I remember signing up for Facebook (business purposes) I gave them false info to shut them up. Fake DOB, no phone, and fake location. My name and email is near-everywhere anyhow, but one can't do anything with that. I don't know why people think they have to be so honest with these data slurpers. My Twatter account is even sparser, and fake-ier. LOL!

Ready, at anytime, to pull the plug on the lot of them, frankly.

Apple emits patches for iOS, macOS, Safari, etc to stop dodgy websites hijacking people's gadgets

The Sprocket

Thanx for the heads-up. Sorted.

Apple faces app store payments fight in Arizona, Throttlegate suit in Portugal

The Sprocket

Naw . . . gave this a second thought after I signed in and realized—I don't give a toss anymore. These two horses are a bloody pulp.

Mozilla Firefox keeps cookies kosher with quarantine scheme, 86s third-party cookies in new browser build

The Sprocket

Re: "Google [..] are racing to develop various Privacy Sandbox proposals"

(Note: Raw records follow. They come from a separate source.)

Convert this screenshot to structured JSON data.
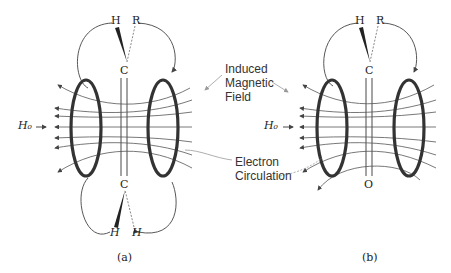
{
  "labels": {
    "induced": [
      "Induced",
      "Magnetic",
      "Field"
    ],
    "electron": [
      "Electron",
      "Circulation"
    ],
    "field": "H₀",
    "caption_a": "(a)",
    "caption_b": "(b)"
  },
  "panel_a": {
    "top_atoms": {
      "left": "H",
      "right": "R"
    },
    "top_carbon": "C",
    "bottom_carbon": "C",
    "bottom_atoms": {
      "left": "H",
      "right": "H"
    },
    "bond": "triple"
  },
  "panel_b": {
    "top_atoms": {
      "left": "H",
      "right": "R"
    },
    "top_carbon": "C",
    "bottom_atom": "O",
    "bond": "double"
  },
  "colors": {
    "ink": "#222222",
    "ring": "#333333",
    "pointer": "#888888"
  }
}
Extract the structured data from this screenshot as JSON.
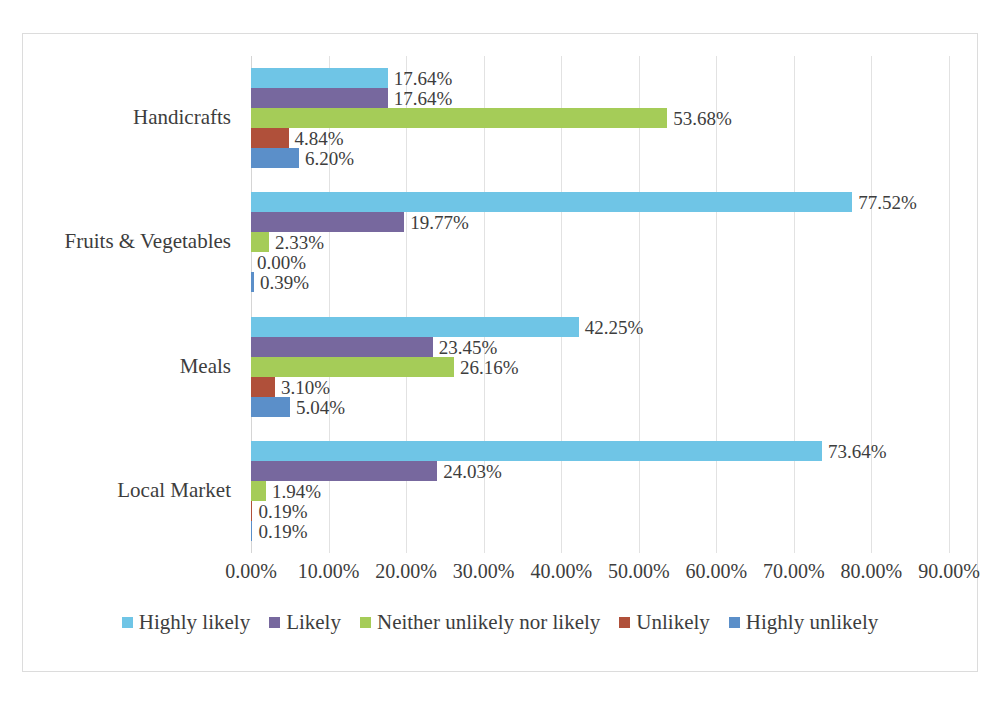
{
  "chart_data": {
    "type": "bar",
    "orientation": "horizontal",
    "title": "",
    "xlabel": "",
    "ylabel": "",
    "xlim": [
      0,
      90
    ],
    "xtick_labels": [
      "0.00%",
      "10.00%",
      "20.00%",
      "30.00%",
      "40.00%",
      "50.00%",
      "60.00%",
      "70.00%",
      "80.00%",
      "90.00%"
    ],
    "xtick_values": [
      0,
      10,
      20,
      30,
      40,
      50,
      60,
      70,
      80,
      90
    ],
    "grid": true,
    "legend_position": "bottom",
    "categories": [
      "Handicrafts",
      "Fruits & Vegetables",
      "Meals",
      "Local Market"
    ],
    "series": [
      {
        "name": "Highly likely",
        "color": "#6FC5E6",
        "values": [
          17.64,
          77.52,
          42.25,
          73.64
        ],
        "labels": [
          "17.64%",
          "77.52%",
          "42.25%",
          "73.64%"
        ]
      },
      {
        "name": "Likely",
        "color": "#77689E",
        "values": [
          17.64,
          19.77,
          23.45,
          24.03
        ],
        "labels": [
          "17.64%",
          "19.77%",
          "23.45%",
          "24.03%"
        ]
      },
      {
        "name": "Neither unlikely nor likely",
        "color": "#A5CC58",
        "values": [
          53.68,
          2.33,
          26.16,
          1.94
        ],
        "labels": [
          "53.68%",
          "2.33%",
          "26.16%",
          "1.94%"
        ]
      },
      {
        "name": "Unlikely",
        "color": "#B0503A",
        "values": [
          4.84,
          0.0,
          3.1,
          0.19
        ],
        "labels": [
          "4.84%",
          "0.00%",
          "3.10%",
          "0.19%"
        ]
      },
      {
        "name": "Highly unlikely",
        "color": "#5B8FC9",
        "values": [
          6.2,
          0.39,
          5.04,
          0.19
        ],
        "labels": [
          "6.20%",
          "0.39%",
          "5.04%",
          "0.19%"
        ]
      }
    ]
  },
  "style": {
    "frame_border": "#dcdcdc",
    "gridline": "#e2e2e2",
    "text": "#3d3d3d",
    "background": "#ffffff"
  }
}
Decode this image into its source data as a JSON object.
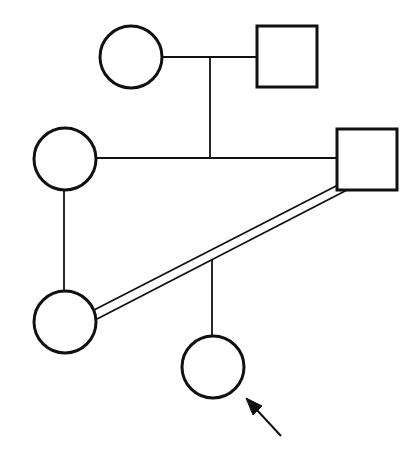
{
  "diagram": {
    "type": "pedigree",
    "colors": {
      "stroke": "#111111",
      "background": "#ffffff"
    },
    "individuals": [
      {
        "id": "I-1",
        "sex": "female",
        "shape": "circle",
        "generation": 1,
        "cx": 131,
        "cy": 57,
        "r": 31
      },
      {
        "id": "I-2",
        "sex": "male",
        "shape": "square",
        "generation": 1,
        "x": 257,
        "y": 26,
        "size": 61
      },
      {
        "id": "II-1",
        "sex": "female",
        "shape": "circle",
        "generation": 2,
        "cx": 65,
        "cy": 159,
        "r": 31
      },
      {
        "id": "II-2",
        "sex": "male",
        "shape": "square",
        "generation": 2,
        "x": 337,
        "y": 129,
        "size": 61
      },
      {
        "id": "III-1",
        "sex": "female",
        "shape": "circle",
        "generation": 3,
        "cx": 65,
        "cy": 322,
        "r": 31
      },
      {
        "id": "IV-1",
        "sex": "female",
        "shape": "circle",
        "generation": 4,
        "cx": 213,
        "cy": 367,
        "r": 31,
        "proband": true
      }
    ],
    "relationships": [
      {
        "type": "mating",
        "between": [
          "I-1",
          "I-2"
        ]
      },
      {
        "type": "offspring",
        "of": [
          "I-1",
          "I-2"
        ],
        "children": [
          "II-1",
          "II-2"
        ],
        "sibship": "siblings"
      },
      {
        "type": "parent-child",
        "parent": "II-1",
        "child": "III-1"
      },
      {
        "type": "consanguineous-mating",
        "between": [
          "III-1",
          "II-2"
        ],
        "line": "double"
      },
      {
        "type": "offspring",
        "of": [
          "III-1",
          "II-2"
        ],
        "children": [
          "IV-1"
        ]
      }
    ],
    "proband_marker": {
      "target": "IV-1",
      "symbol": "arrow"
    }
  }
}
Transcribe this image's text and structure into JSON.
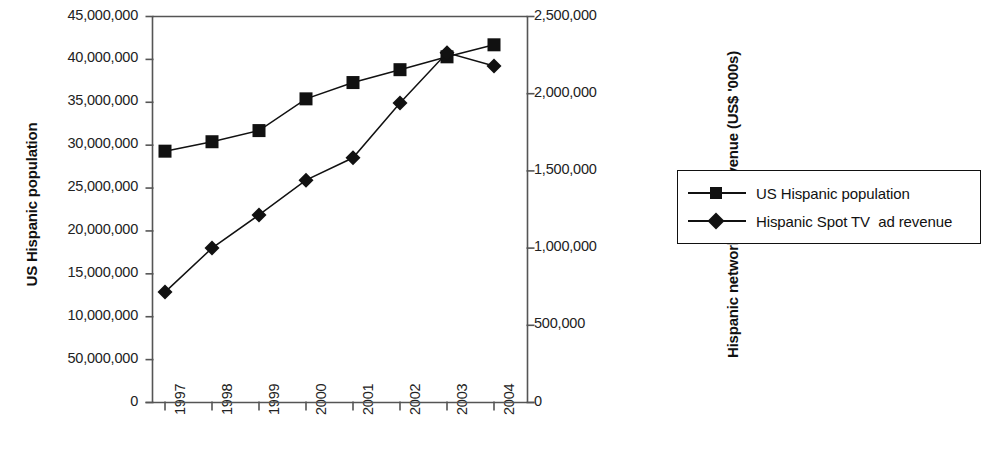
{
  "chart_data": {
    "type": "line",
    "title": "",
    "subtitle": "",
    "xlabel": "",
    "categories": [
      "1997",
      "1998",
      "1999",
      "2000",
      "2001",
      "2002",
      "2003",
      "2004"
    ],
    "axes": {
      "left": {
        "label": "US Hispanic population",
        "ticks": [
          "0",
          "50,000,000",
          "10,000,000",
          "15,000,000",
          "20,000,000",
          "25,000,000",
          "30,000,000",
          "35,000,000",
          "40,000,000",
          "45,000,000"
        ],
        "tick_values": [
          0,
          5000000,
          10000000,
          15000000,
          20000000,
          25000000,
          30000000,
          35000000,
          40000000,
          45000000
        ],
        "ylim": [
          0,
          45000000
        ]
      },
      "right": {
        "label": "Hispanic network TV ad revenue (US$ '000s)",
        "ticks": [
          "0",
          "500,000",
          "1,000,000",
          "1,500,000",
          "2,000,000",
          "2,500,000"
        ],
        "tick_values": [
          0,
          500000,
          1000000,
          1500000,
          2000000,
          2500000
        ],
        "ylim": [
          0,
          2500000
        ]
      }
    },
    "grid": false,
    "legend_position": "right",
    "series": [
      {
        "name": "US Hispanic population",
        "marker": "square",
        "axis": "left",
        "values": [
          29300000,
          30400000,
          31700000,
          35400000,
          37300000,
          38800000,
          40300000,
          41700000
        ]
      },
      {
        "name": "Hispanic Spot TV  ad revenue",
        "marker": "diamond",
        "axis": "right",
        "values": [
          715000,
          1000000,
          1215000,
          1440000,
          1585000,
          1940000,
          2265000,
          2180000
        ]
      }
    ]
  },
  "legend": {
    "items": [
      {
        "label": "US Hispanic population",
        "marker": "square"
      },
      {
        "label": "Hispanic Spot TV  ad revenue",
        "marker": "diamond"
      }
    ]
  },
  "colors": {
    "series": "#111111",
    "axis": "#555555",
    "text": "#1a1a1a",
    "background": "#ffffff"
  }
}
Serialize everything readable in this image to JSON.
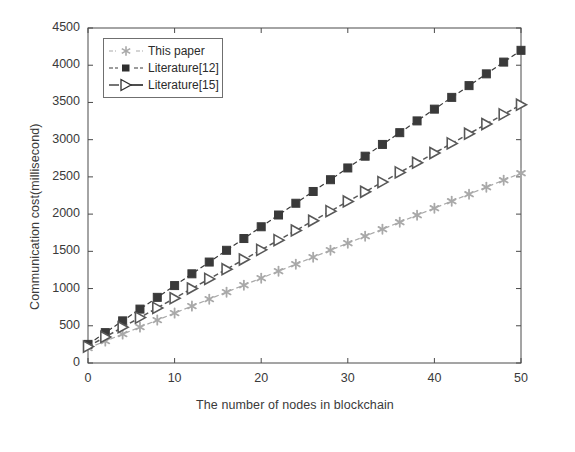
{
  "chart_data": {
    "type": "line",
    "title": "",
    "subtitle": "",
    "xlabel": "The number of nodes in blockchain",
    "ylabel": "Communication cost(millisecond)",
    "xlim": [
      0,
      50
    ],
    "ylim": [
      0,
      4500
    ],
    "xticks": [
      0,
      10,
      20,
      30,
      40,
      50
    ],
    "yticks": [
      0,
      500,
      1000,
      1500,
      2000,
      2500,
      3000,
      3500,
      4000,
      4500
    ],
    "xtick_labels": [
      "0",
      "10",
      "20",
      "30",
      "40",
      "50"
    ],
    "ytick_labels": [
      "0",
      "500",
      "1000",
      "1500",
      "2000",
      "2500",
      "3000",
      "3500",
      "4000",
      "4500"
    ],
    "grid": false,
    "legend_position": "upper left",
    "x": [
      0,
      2,
      4,
      6,
      8,
      10,
      12,
      14,
      16,
      18,
      20,
      22,
      24,
      26,
      28,
      30,
      32,
      34,
      36,
      38,
      40,
      42,
      44,
      46,
      48,
      50
    ],
    "series": [
      {
        "name": "This paper",
        "marker": "asterisk",
        "color": "#a9a9a9",
        "linestyle": "dashed",
        "values": [
          200,
          294,
          388,
          482,
          576,
          670,
          764,
          858,
          952,
          1046,
          1140,
          1234,
          1328,
          1422,
          1516,
          1610,
          1704,
          1798,
          1892,
          1986,
          2080,
          2174,
          2268,
          2362,
          2456,
          2550
        ]
      },
      {
        "name": "Literature[12]",
        "marker": "square",
        "color": "#3a3a3a",
        "linestyle": "dashed",
        "values": [
          250,
          408,
          566,
          724,
          882,
          1040,
          1198,
          1356,
          1514,
          1672,
          1830,
          1988,
          2146,
          2304,
          2462,
          2620,
          2778,
          2936,
          3094,
          3252,
          3410,
          3568,
          3726,
          3884,
          4042,
          4200
        ]
      },
      {
        "name": "Literature[15]",
        "marker": "right-triangle",
        "color": "#585858",
        "linestyle": "dashed",
        "values": [
          220,
          350,
          480,
          610,
          740,
          870,
          1000,
          1130,
          1260,
          1390,
          1520,
          1650,
          1780,
          1910,
          2040,
          2170,
          2300,
          2430,
          2560,
          2690,
          2820,
          2950,
          3080,
          3210,
          3340,
          3470
        ]
      }
    ]
  },
  "legend": {
    "items": [
      {
        "label": "This paper"
      },
      {
        "label": "Literature[12]"
      },
      {
        "label": "Literature[15]"
      }
    ]
  },
  "axes": {
    "x_axis_label": "The number of nodes in blockchain",
    "y_axis_label": "Communication cost(millisecond)"
  }
}
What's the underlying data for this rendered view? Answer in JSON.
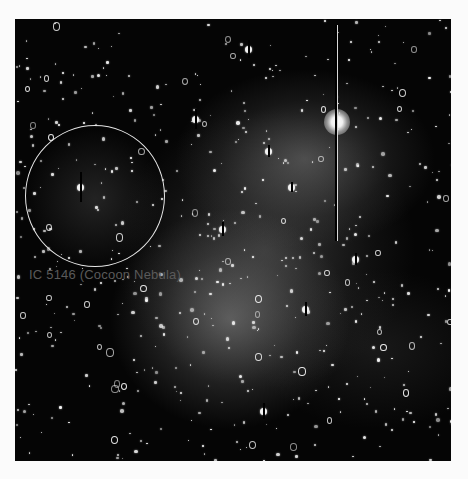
{
  "image": {
    "subject": "astronomical star field photograph",
    "frame": {
      "x": 15,
      "y": 19,
      "width": 436,
      "height": 442,
      "background": "#050505"
    }
  },
  "annotation": {
    "circle": {
      "center_x": 80,
      "center_y": 177,
      "radius": 70,
      "color": "#e6e6e6"
    },
    "label": "IC 5146 (Cocoon Nebula)",
    "label_color": "#5a5a5a"
  },
  "bright_star": {
    "x": 322,
    "y": 103,
    "bleed_line_top": 6,
    "bleed_line_bottom": 222
  },
  "caption": {
    "text": "",
    "note_visible": "caption line clipped at bottom edge"
  },
  "stars": {
    "seed": 5146,
    "count": 520,
    "ring_fraction": 0.12,
    "bleed_stars": [
      {
        "x": 180,
        "y": 100,
        "h": 20
      },
      {
        "x": 65,
        "y": 168,
        "h": 30
      },
      {
        "x": 207,
        "y": 210,
        "h": 14
      },
      {
        "x": 253,
        "y": 132,
        "h": 12
      },
      {
        "x": 276,
        "y": 168,
        "h": 10
      },
      {
        "x": 233,
        "y": 30,
        "h": 18
      },
      {
        "x": 248,
        "y": 392,
        "h": 16
      },
      {
        "x": 290,
        "y": 290,
        "h": 14
      },
      {
        "x": 340,
        "y": 240,
        "h": 12
      }
    ]
  }
}
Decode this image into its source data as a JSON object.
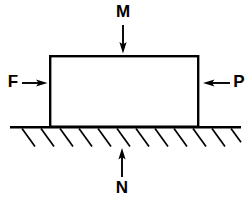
{
  "diagram": {
    "background_color": "#ffffff",
    "line_color": "#000000",
    "block": {
      "name": "block",
      "fill_color": "#ffffff",
      "x": 49,
      "y": 55,
      "width": 150,
      "height": 72
    },
    "ground": {
      "name": "ground-surface",
      "x_start": 10,
      "x_end": 241,
      "y": 127,
      "hatch_count": 12,
      "hatch_start_x": 22,
      "hatch_spacing": 19,
      "hatch_dx": 13,
      "hatch_dy": 18
    },
    "forces": [
      {
        "id": "M",
        "label": "M",
        "direction": "down",
        "label_x": 123,
        "label_y": 13,
        "shaft_x1": 123,
        "shaft_y1": 25,
        "shaft_x2": 123,
        "shaft_y2": 47,
        "tip_x": 123,
        "tip_y": 53
      },
      {
        "id": "F",
        "label": "F",
        "direction": "right",
        "label_x": 14,
        "label_y": 83,
        "shaft_x1": 22,
        "shaft_y1": 83,
        "shaft_x2": 41,
        "shaft_y2": 83,
        "tip_x": 47,
        "tip_y": 83
      },
      {
        "id": "P",
        "label": "P",
        "direction": "left",
        "label_x": 238,
        "label_y": 83,
        "shaft_x1": 230,
        "shaft_y1": 83,
        "shaft_x2": 210,
        "shaft_y2": 83,
        "tip_x": 203,
        "tip_y": 83
      },
      {
        "id": "N",
        "label": "N",
        "direction": "up",
        "label_x": 122,
        "label_y": 189,
        "shaft_x1": 122,
        "shaft_y1": 177,
        "shaft_x2": 122,
        "shaft_y2": 155,
        "tip_x": 122,
        "tip_y": 148
      }
    ]
  }
}
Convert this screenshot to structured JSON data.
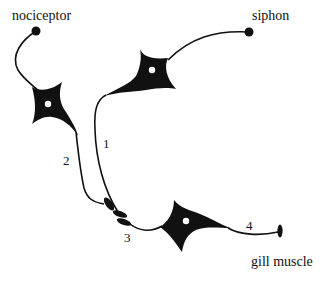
{
  "diagram": {
    "title": "",
    "labels": {
      "nociceptor": "nociceptor",
      "siphon": "siphon",
      "gill_muscle": "gill muscle"
    },
    "pathway_numbers": {
      "n1": "1",
      "n2": "2",
      "n3": "3",
      "n4": "4"
    },
    "neurons": [
      {
        "id": "nociceptor-neuron",
        "role": "sensory neuron from nociceptor"
      },
      {
        "id": "siphon-neuron",
        "role": "sensory neuron from siphon"
      },
      {
        "id": "motor-neuron",
        "role": "motor neuron to gill muscle"
      }
    ],
    "colors": {
      "ink": "#111111",
      "background": "#ffffff"
    }
  }
}
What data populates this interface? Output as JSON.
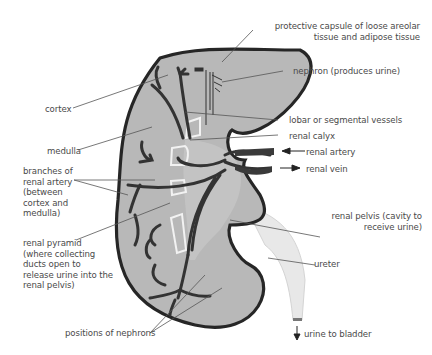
{
  "diagram": {
    "type": "anatomical-cross-section",
    "colors": {
      "kidney_fill": "#b7b7b7",
      "kidney_outline": "#2b2b2b",
      "vessels": "#3a3a3a",
      "calyx_outline": "#f2f2f2",
      "ureter_fill": "#e6e6e6",
      "leader_lines": "#555555",
      "label_text": "#4a4a4a"
    }
  },
  "labels": {
    "capsule": {
      "line1": "protective capsule of loose areolar",
      "line2": "tissue and adipose tissue"
    },
    "nephron": "nephron (produces urine)",
    "cortex": "cortex",
    "lobar_vessels": "lobar or segmental vessels",
    "medulla": "medulla",
    "renal_calyx": "renal calyx",
    "renal_artery": "renal artery",
    "renal_vein": "renal vein",
    "branches": {
      "line1": "branches of",
      "line2": "renal artery",
      "line3": "(between",
      "line4": "cortex and",
      "line5": "medulla)"
    },
    "renal_pelvis": {
      "line1": "renal pelvis (cavity to",
      "line2": "receive urine)"
    },
    "renal_pyramid": {
      "line1": "renal pyramid",
      "line2": "(where collecting",
      "line3": "ducts open to",
      "line4": "release urine into the",
      "line5": "renal pelvis)"
    },
    "ureter": "ureter",
    "positions_nephrons": "positions of nephrons",
    "urine_to_bladder": "urine to bladder"
  }
}
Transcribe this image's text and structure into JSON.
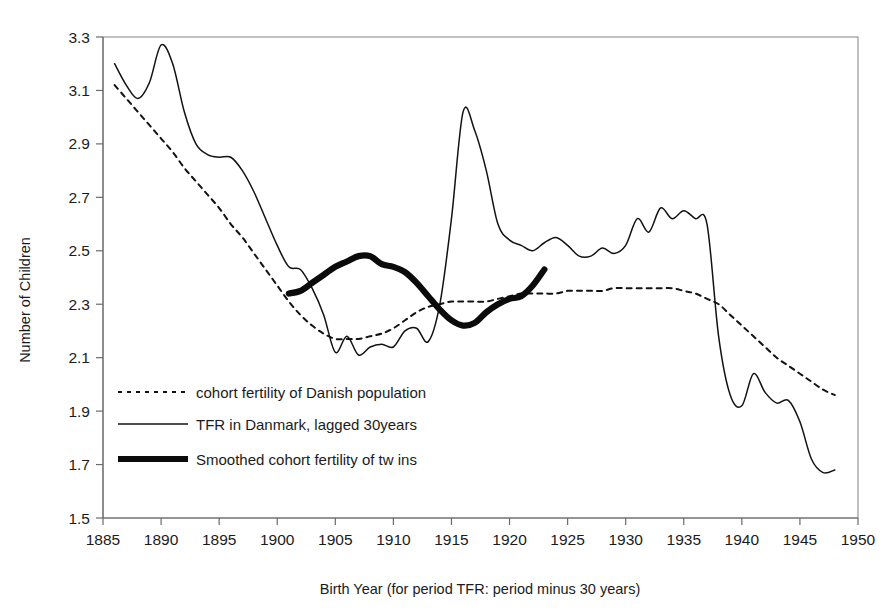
{
  "chart_data": {
    "type": "line",
    "title": "",
    "xlabel": "Birth Year (for period TFR: period minus 30 years)",
    "ylabel": "Number of Children",
    "xlim": [
      1885,
      1950
    ],
    "ylim": [
      1.5,
      3.3
    ],
    "xticks": [
      1885,
      1890,
      1895,
      1900,
      1905,
      1910,
      1915,
      1920,
      1925,
      1930,
      1935,
      1940,
      1945,
      1950
    ],
    "yticks": [
      1.5,
      1.7,
      1.9,
      2.1,
      2.3,
      2.5,
      2.7,
      2.9,
      3.1,
      3.3
    ],
    "grid": false,
    "legend_position": "inside-lower-left",
    "series": [
      {
        "name": "cohort fertility of Danish population",
        "style": "dotted",
        "x": [
          1886,
          1887,
          1888,
          1889,
          1890,
          1891,
          1892,
          1893,
          1894,
          1895,
          1896,
          1897,
          1898,
          1899,
          1900,
          1901,
          1902,
          1903,
          1904,
          1905,
          1906,
          1907,
          1908,
          1909,
          1910,
          1911,
          1912,
          1913,
          1914,
          1915,
          1916,
          1917,
          1918,
          1919,
          1920,
          1921,
          1922,
          1923,
          1924,
          1925,
          1926,
          1927,
          1928,
          1929,
          1930,
          1931,
          1932,
          1933,
          1934,
          1935,
          1936,
          1937,
          1938,
          1939,
          1940,
          1941,
          1942,
          1943,
          1944,
          1945,
          1946,
          1947,
          1948
        ],
        "y": [
          3.12,
          3.07,
          3.02,
          2.97,
          2.92,
          2.87,
          2.81,
          2.76,
          2.71,
          2.66,
          2.6,
          2.55,
          2.49,
          2.43,
          2.37,
          2.31,
          2.26,
          2.22,
          2.19,
          2.17,
          2.17,
          2.17,
          2.18,
          2.19,
          2.21,
          2.24,
          2.27,
          2.29,
          2.3,
          2.31,
          2.31,
          2.31,
          2.31,
          2.32,
          2.33,
          2.34,
          2.34,
          2.34,
          2.34,
          2.35,
          2.35,
          2.35,
          2.35,
          2.36,
          2.36,
          2.36,
          2.36,
          2.36,
          2.36,
          2.35,
          2.34,
          2.32,
          2.3,
          2.26,
          2.22,
          2.18,
          2.14,
          2.1,
          2.07,
          2.04,
          2.01,
          1.98,
          1.96
        ]
      },
      {
        "name": "TFR in Danmark, lagged 30years",
        "style": "solid",
        "x": [
          1886,
          1887,
          1888,
          1889,
          1890,
          1891,
          1892,
          1893,
          1894,
          1895,
          1896,
          1897,
          1898,
          1899,
          1900,
          1901,
          1902,
          1903,
          1904,
          1905,
          1906,
          1907,
          1908,
          1909,
          1910,
          1911,
          1912,
          1913,
          1914,
          1915,
          1916,
          1917,
          1918,
          1919,
          1920,
          1921,
          1922,
          1923,
          1924,
          1925,
          1926,
          1927,
          1928,
          1929,
          1930,
          1931,
          1932,
          1933,
          1934,
          1935,
          1936,
          1937,
          1938,
          1939,
          1940,
          1941,
          1942,
          1943,
          1944,
          1945,
          1946,
          1947,
          1948
        ],
        "y": [
          3.2,
          3.12,
          3.07,
          3.13,
          3.27,
          3.2,
          3.02,
          2.9,
          2.86,
          2.85,
          2.85,
          2.8,
          2.72,
          2.62,
          2.52,
          2.44,
          2.43,
          2.36,
          2.26,
          2.12,
          2.18,
          2.11,
          2.14,
          2.15,
          2.14,
          2.2,
          2.21,
          2.16,
          2.3,
          2.62,
          3.02,
          2.95,
          2.8,
          2.6,
          2.54,
          2.52,
          2.5,
          2.53,
          2.55,
          2.52,
          2.48,
          2.48,
          2.51,
          2.49,
          2.52,
          2.62,
          2.57,
          2.66,
          2.62,
          2.65,
          2.62,
          2.6,
          2.18,
          1.96,
          1.92,
          2.04,
          1.97,
          1.93,
          1.94,
          1.86,
          1.72,
          1.67,
          1.68
        ]
      },
      {
        "name": "Smoothed cohort fertility of tw ins",
        "style": "bold",
        "x": [
          1901,
          1902,
          1903,
          1904,
          1905,
          1906,
          1907,
          1908,
          1909,
          1910,
          1911,
          1912,
          1913,
          1914,
          1915,
          1916,
          1917,
          1918,
          1919,
          1920,
          1921,
          1922,
          1923
        ],
        "y": [
          2.34,
          2.35,
          2.38,
          2.41,
          2.44,
          2.46,
          2.48,
          2.48,
          2.45,
          2.44,
          2.42,
          2.38,
          2.33,
          2.28,
          2.24,
          2.22,
          2.23,
          2.27,
          2.3,
          2.32,
          2.33,
          2.37,
          2.43
        ]
      }
    ]
  },
  "legend": {
    "items": [
      {
        "label": "cohort fertility of Danish population",
        "style": "dotted"
      },
      {
        "label": "TFR in Danmark, lagged 30years",
        "style": "solid"
      },
      {
        "label": "Smoothed cohort fertility of tw ins",
        "style": "bold"
      }
    ]
  },
  "axes": {
    "y_title": "Number of Children",
    "x_title": "Birth Year (for period TFR: period minus 30 years)"
  },
  "colors": {
    "line": "#121212",
    "frame": "#8d8d8d",
    "background": "#ffffff"
  }
}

Works for me . . . for now.

Apple slapped with €60m lawsuit from Italian consumer rights org for slowing down CPUs in old iPhones

The Sprocket

Really . . .

Various forms of this has been going on in the electronics industry since I remember when getting in around 1993. In those days it was new computer gear released 6 months after you bought yours that was twice as fast and two-thirds the cost. Consumer outrage ensued!!! Lawsuits were rampant, as were the accusations.

Then it was updates of OS's that sucked machine performance that required more ultra-expensive memory that some couldn't (or couldn't afford to) install, or sucked up the puny hard drive space. Follow that with Apple's insistence of changing from '040 to PPC to Intel, and today, to M1. That can sideline perfectly good hardware in a short period of time due to dwindling updates to software for the old system.

While I have lived through it, I can't say I like it, but that's the reality of the electronics world. I applaud the Briggs & Stratton business model, and I know of a few like that in my world outside of digital 'stuff', but I can hardly expect a 1998 Apple G3 Wallstreet to be fully functional, AND serviceable, in today's world. I think this Apple battery thing is really overblown by a lot of folks who haven't yet faced the reality of the electronics world. And I might add, Apple isn't alone in this battery thing.

Would I like to be able to field-strip my MacBook Air (which is pretty easy already) and add in a new M1 chip to continue. You bet I would! Do I think for a second Apple is going to be a stand-up firm and accommodate me? Nope.

That's it. It's over. It's really over. From today, Adobe Flash Player no longer works. We're free. We can just leave

The Sprocket

Re: Best thing to happen...

Ditto.

Apple's M1: the fastest and bestest ever silicon = revolution? Nah, there's far more interesting stuff happening in tech that matters to everyone

The Sprocket

Indeed they are. Perhaps to the chagrin of some.

I used Macs through the 1990's, 2000's, etc., because I was working in the ad agency world, so postscript was standard. Today, I still use Macs, and I my MacBook Air is smooth. But every now and again, I will fire up my . . . PowerBook 3400c and it runs wonderfully as well (800 x 600). With 16mbs of RAM. Yes, they CAN last a long time.

The Sprocket

* Yawwwwn *

Heard this whining in the transition of '040 to PPC to Intel, and now M1. Here we go again.

My M1/Intel Affinity Software updates run smooth as silk.